WHAT YOU NEED TO DO. Every line from the one containing "The height and" to the final line of the material below must be reproduced exactly; leave out all other lines.

PROVIDED ENTRIES.

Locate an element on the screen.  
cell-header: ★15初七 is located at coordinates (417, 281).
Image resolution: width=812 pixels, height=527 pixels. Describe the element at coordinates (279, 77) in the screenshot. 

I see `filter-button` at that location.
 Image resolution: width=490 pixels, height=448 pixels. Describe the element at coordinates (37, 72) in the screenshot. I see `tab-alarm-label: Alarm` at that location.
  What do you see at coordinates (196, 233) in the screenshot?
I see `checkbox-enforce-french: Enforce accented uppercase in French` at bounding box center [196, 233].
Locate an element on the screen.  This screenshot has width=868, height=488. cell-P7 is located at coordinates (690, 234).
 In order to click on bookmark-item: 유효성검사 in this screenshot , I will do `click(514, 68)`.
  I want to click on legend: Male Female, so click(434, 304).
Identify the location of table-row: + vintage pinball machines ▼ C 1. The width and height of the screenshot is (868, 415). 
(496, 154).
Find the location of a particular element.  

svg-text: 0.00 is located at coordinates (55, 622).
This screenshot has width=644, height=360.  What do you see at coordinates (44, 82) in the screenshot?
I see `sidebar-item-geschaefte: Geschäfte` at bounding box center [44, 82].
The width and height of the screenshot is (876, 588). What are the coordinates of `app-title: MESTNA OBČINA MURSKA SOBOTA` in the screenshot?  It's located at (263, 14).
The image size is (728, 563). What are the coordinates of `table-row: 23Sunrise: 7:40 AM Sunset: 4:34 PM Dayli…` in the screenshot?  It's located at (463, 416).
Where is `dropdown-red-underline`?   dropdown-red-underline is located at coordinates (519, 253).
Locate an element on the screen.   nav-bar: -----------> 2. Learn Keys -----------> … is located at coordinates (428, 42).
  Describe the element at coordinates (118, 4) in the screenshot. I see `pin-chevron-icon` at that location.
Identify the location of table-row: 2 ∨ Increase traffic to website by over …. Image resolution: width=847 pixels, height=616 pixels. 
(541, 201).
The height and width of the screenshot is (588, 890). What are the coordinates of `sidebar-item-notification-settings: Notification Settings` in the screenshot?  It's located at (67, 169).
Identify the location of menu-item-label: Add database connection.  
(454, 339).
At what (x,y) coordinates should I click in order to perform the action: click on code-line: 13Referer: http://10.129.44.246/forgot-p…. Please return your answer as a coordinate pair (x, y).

ANSWER.
The height and width of the screenshot is (588, 890). What are the coordinates of `sidebar-item-notification-settings: Notification Settings` in the screenshot?  It's located at (67, 169).
Identify the location of menu-item-label: Add database connection.  
(454, 339).
At what (x,y) coordinates should I click in order to perform the action: click on code-line: 13Referer: http://10.129.44.246/forgot-p…. Please return your answer as a coordinate pair (x, y).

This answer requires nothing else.